Self-Hosting Jellyfin: What You Need
Server requirements
Jellyfin's requirements depend heavily on whether you transcode media:
- Direct play only (clients support your media formats): Almost any hardware works. A Raspberry Pi 4 can handle multiple streams.
- Transcoding: You need either a modern Intel CPU with Quick Sync (any 7th gen or newer) or an NVIDIA GPU. A basic Intel NUC works well.
- Storage: This is the big one. Media libraries grow fast. Plan for at least 2-4 TB if you have a moderate collection.
Docker Compose setup
services:
jellyfin:
image: jellyfin/jellyfin:latest
container_name: jellyfin
ports:
- "8096:8096"
volumes:
- ./config:/config
- ./cache:/cache
- /path/to/media:/media:ro
devices:
- /dev/dri:/dev/dri # Intel Quick Sync
restart: unless-stopped
docker compose up -d
Open http://your-server:8096 and follow the setup wizard. That's it.
Enabling hardware transcoding
If you have an Intel CPU with Quick Sync:
- Make sure the
/dev/dridevice is passed through (shown in the compose file above) - In Jellyfin dashboard, go to Playback → Transcoding
- Select Video Acceleration API (VA-API) or Intel Quick Sync (QSV)
- Enable the codecs your hardware supports (H.264 and HEVC at minimum)
For NVIDIA GPUs, you'll need to install the NVIDIA Container Toolkit and pass through the GPU instead of /dev/dri.
Remote access
Unlike Plex, Jellyfin doesn't have a relay service. For remote access, you need:
- A reverse proxy (Caddy, nginx, or Traefik)
- A domain or dynamic DNS pointing to your home IP
- Port forwarding on your router (or a Cloudflare Tunnel / WireGuard VPN)

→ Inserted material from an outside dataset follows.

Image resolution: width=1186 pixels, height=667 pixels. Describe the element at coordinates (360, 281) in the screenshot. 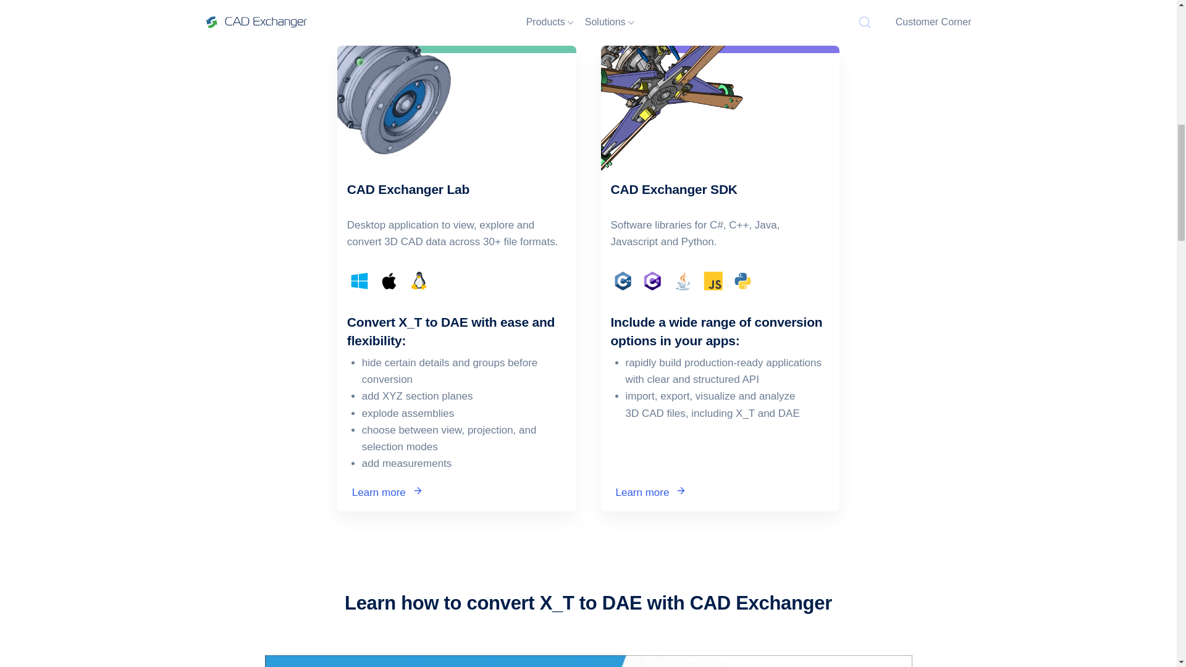

I see `Windows` at that location.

Example Caddy configuration:
jellyfin.yourdomain.com {
reverse_proxy localhost:8096
}
This gives you HTTPS automatically via Let's Encrypt.
Organizing Your Media Library
Jellyfin uses folder structure and file naming to identify content. Follow this convention:
/media/
movies/
The Matrix (1999)/
The Matrix (1999).mkv
Inception (2010)/
Inception (2010).mkv
tv/
Breaking Bad (2008)/
Season 01/
Breaking Bad - S01E01 - Pilot.mkv
music/
Artist Name/
Album Name (Year)/
01 - Track Title.flac
If your files are named this way, Jellyfin will automatically fetch metadata, artwork, descriptions, and ratings from TMDb and MusicBrainz.
The Honest Trade-offs
Jellyfin is great if:
- You value open source software and data ownership
- You want free hardware transcoding
- You primarily watch at home or have networking knowledge for remote access
- You don't want to create an account with anyone
Jellyfin is not ideal if:
- You want effortless remote sharing with non-technical people
- Music is your primary use case and you want the best experience
- You want a guaranteed, commercially supported product
Bottom line: For most self-hosters, Jellyfin is the clear choice. It does everything Plex does for media playback, without the account requirement, telemetry, or paywalled features. The main gap is remote access convenience, which is solvable if you're willing to set up a reverse proxy.